Open mikemhenry opened 3 years ago
Good news, with the way the tests and coverage report are setup, we can also look at the coverage for our tests:
https://codecov.io/gh/choderalab/perses/tree/master/perses/tests
We should be at 100% or at least ensure that our code coverage stays the same even when we run the longer running tests, if possible.
which tests need GPUs
Perhaps @dominicrufa could help label all these tests with the @attr('gpu_required')
?
We should be at 100% or at least ensure that our code coverage stays the same even when we run the longer running tests, if possible.
Can you help me read this? I think we don't want to look at the coverage of methods in the unit test files, but rather the coverage of methods in the actual codebase, right? Like this?
We need to take inventory of our current tests and see which ones we skip on CI (currently both
@attr('advanced')
and@skipIf(running_on_github_actions, "Skip advanced test on GH Actions")
We need to assess:
- which tests are too slow to run on CI
- which tests need GPUs
i don't think any tests necessarily require GPUs, but perhaps the ones that run slow (presumably the ones that have @skipif
) could use a GPU to speed up? I'm not sure.
i don't think any tests necessarily require GPUs, but perhaps the ones that run slow (presumably the ones that have @skipif) could use a GPU to speed up? I'm not sure.
@dominicrufa : The idea is to mark slow tests that run quickly if a GPU is present. Could you help us identify those?
There may also be slow tests where a GPU won't help speed things up. Those may be marked as slow and identified for performance enhancements later.
let's see. things that would probably be faster with a gpu:
the ones that need to be optimized...
theses test functionality that we don't use:
and i am not sure why this: https://github.com/choderalab/perses/blob/master/perses/tests/test_utils.py has skipped tests (perhaps something to do with openeye)
@jchodera Let me clarify:
There are two different kinds of coverage I'm talking about, coverage of the application and coverage of the tests.
100% coverage for an application would take a lot of effort and really isn't necessary -- A good thing to strive for but dev effort is better spend elsewhere once we have core coverage. When we look at coverage for the application, we want to see all the important bits of the code covered.
100% coverage in this test tree is what we want to be our goal. If coverage isn't 100% here, that means we have written tests that are not running (or helper functions that are not being called). An exception for tests that run long or can't run in the CI environment are an exception. This is an example of what I'm talking about: https://twitter.com/coveragepy/status/1364642550573899781 Looking at test coverage coverage helps to identify tests that we think should be running, but are not.
So looking at both the coverage of the application and of tests/
is helpful. The coverage tells us different things and have different ultimate goals.
@dominicrufa
Thanks for this list! I'll start decorating with something like @skipif(NO_GPU)
as well as look into why some of the tests we expect to run are not.
For the tests that need optimization, I'll need your help if the fixes are not simple, like running fewer steps or using a smaller system size.
Some of this will be ameliorated with #853, but we'll still have to mark these tests as slow.
We need to take inventory of our current tests and see which ones we skip on CI (currently both
@attr('advanced')
and@skipIf(running_on_github_actions, "Skip advanced test on GH Actions")
We need to assess:
We also need to assess where we can improve our test coverage.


* Aim of the task: Output every line below exactly.

** Given records follows **

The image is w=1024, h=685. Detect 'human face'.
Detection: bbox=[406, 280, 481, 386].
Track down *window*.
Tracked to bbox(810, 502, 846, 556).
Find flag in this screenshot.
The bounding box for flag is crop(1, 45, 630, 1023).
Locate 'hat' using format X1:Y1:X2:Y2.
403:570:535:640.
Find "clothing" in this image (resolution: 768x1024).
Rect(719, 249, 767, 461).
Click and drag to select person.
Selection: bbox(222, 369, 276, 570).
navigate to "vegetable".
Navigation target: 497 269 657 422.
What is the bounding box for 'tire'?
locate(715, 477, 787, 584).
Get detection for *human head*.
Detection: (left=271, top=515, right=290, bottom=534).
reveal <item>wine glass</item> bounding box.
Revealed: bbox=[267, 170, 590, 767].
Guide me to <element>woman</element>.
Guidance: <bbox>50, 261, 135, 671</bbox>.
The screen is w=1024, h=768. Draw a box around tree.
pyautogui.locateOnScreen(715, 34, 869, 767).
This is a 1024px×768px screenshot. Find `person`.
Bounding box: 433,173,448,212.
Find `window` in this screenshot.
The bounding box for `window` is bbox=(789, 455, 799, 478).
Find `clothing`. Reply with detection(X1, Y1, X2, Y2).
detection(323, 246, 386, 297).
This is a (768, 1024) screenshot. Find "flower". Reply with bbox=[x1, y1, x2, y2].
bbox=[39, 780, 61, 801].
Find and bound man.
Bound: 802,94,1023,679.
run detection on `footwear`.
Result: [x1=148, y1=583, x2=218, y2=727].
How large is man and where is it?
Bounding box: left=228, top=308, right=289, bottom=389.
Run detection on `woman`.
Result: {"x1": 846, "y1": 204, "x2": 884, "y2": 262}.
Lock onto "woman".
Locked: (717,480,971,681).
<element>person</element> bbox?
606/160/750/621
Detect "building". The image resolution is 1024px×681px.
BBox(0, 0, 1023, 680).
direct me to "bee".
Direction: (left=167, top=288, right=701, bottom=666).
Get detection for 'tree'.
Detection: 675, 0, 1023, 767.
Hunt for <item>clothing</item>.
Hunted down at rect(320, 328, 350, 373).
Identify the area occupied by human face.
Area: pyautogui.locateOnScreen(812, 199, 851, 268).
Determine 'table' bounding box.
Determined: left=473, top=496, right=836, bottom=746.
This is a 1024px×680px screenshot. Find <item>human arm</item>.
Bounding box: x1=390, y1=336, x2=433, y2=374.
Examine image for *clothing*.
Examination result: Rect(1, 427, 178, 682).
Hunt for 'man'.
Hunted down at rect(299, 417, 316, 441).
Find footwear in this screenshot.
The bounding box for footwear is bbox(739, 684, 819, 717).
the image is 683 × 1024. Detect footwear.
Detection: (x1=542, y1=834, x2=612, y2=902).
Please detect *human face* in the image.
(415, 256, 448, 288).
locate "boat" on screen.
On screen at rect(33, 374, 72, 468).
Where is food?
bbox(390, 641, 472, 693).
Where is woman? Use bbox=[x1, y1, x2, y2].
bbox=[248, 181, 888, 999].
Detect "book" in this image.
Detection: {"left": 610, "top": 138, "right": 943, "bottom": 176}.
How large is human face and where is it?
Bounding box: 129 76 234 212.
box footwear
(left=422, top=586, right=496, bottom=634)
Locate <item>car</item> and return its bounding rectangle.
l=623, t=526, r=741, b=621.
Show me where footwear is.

** End of Given records **

* Result below:
The image is w=1024, h=685. Detect 'human face'.
Detection: bbox=[406, 280, 481, 386].
Track down *window*.
Tracked to bbox(810, 502, 846, 556).
Find flag in this screenshot.
The bounding box for flag is crop(1, 45, 630, 1023).
Locate 'hat' using format X1:Y1:X2:Y2.
403:570:535:640.
Find "clothing" in this image (resolution: 768x1024).
Rect(719, 249, 767, 461).
Click and drag to select person.
Selection: bbox(222, 369, 276, 570).
navigate to "vegetable".
Navigation target: 497 269 657 422.
What is the bounding box for 'tire'?
locate(715, 477, 787, 584).
Get detection for *human head*.
Detection: (left=271, top=515, right=290, bottom=534).
reveal <item>wine glass</item> bounding box.
Revealed: bbox=[267, 170, 590, 767].
Guide me to <element>woman</element>.
Guidance: <bbox>50, 261, 135, 671</bbox>.
The screen is w=1024, h=768. Draw a box around tree.
pyautogui.locateOnScreen(715, 34, 869, 767).
This is a 1024px×768px screenshot. Find `person`.
Bounding box: 433,173,448,212.
Find `window` in this screenshot.
The bounding box for `window` is bbox=(789, 455, 799, 478).
Find `clothing`. Reply with detection(X1, Y1, X2, Y2).
detection(323, 246, 386, 297).
This is a (768, 1024) screenshot. Find "flower". Reply with bbox=[x1, y1, x2, y2].
bbox=[39, 780, 61, 801].
Find and bound man.
Bound: 802,94,1023,679.
run detection on `footwear`.
Result: [x1=148, y1=583, x2=218, y2=727].
How large is man and where is it?
Bounding box: left=228, top=308, right=289, bottom=389.
Run detection on `woman`.
Result: {"x1": 846, "y1": 204, "x2": 884, "y2": 262}.
Lock onto "woman".
Locked: (717,480,971,681).
<element>person</element> bbox?
606/160/750/621
Detect "building". The image resolution is 1024px×681px.
BBox(0, 0, 1023, 680).
direct me to "bee".
Direction: (left=167, top=288, right=701, bottom=666).
Get detection for 'tree'.
Detection: 675, 0, 1023, 767.
Hunt for <item>clothing</item>.
Hunted down at rect(320, 328, 350, 373).
Identify the area occupied by human face.
Area: pyautogui.locateOnScreen(812, 199, 851, 268).
Determine 'table' bounding box.
Determined: left=473, top=496, right=836, bottom=746.
This is a 1024px×680px screenshot. Find <item>human arm</item>.
Bounding box: x1=390, y1=336, x2=433, y2=374.
Examine image for *clothing*.
Examination result: Rect(1, 427, 178, 682).
Hunt for 'man'.
Hunted down at rect(299, 417, 316, 441).
Find footwear in this screenshot.
The bounding box for footwear is bbox(739, 684, 819, 717).
the image is 683 × 1024. Detect footwear.
Detection: (x1=542, y1=834, x2=612, y2=902).
Please detect *human face* in the image.
(415, 256, 448, 288).
locate "boat" on screen.
On screen at rect(33, 374, 72, 468).
Where is food?
bbox(390, 641, 472, 693).
Where is woman? Use bbox=[x1, y1, x2, y2].
bbox=[248, 181, 888, 999].
Detect "book" in this image.
Detection: {"left": 610, "top": 138, "right": 943, "bottom": 176}.
How large is human face and where is it?
Bounding box: 129 76 234 212.
box footwear
(left=422, top=586, right=496, bottom=634)
Locate <item>car</item> and return its bounding rectangle.
l=623, t=526, r=741, b=621.
Show me where footwear is.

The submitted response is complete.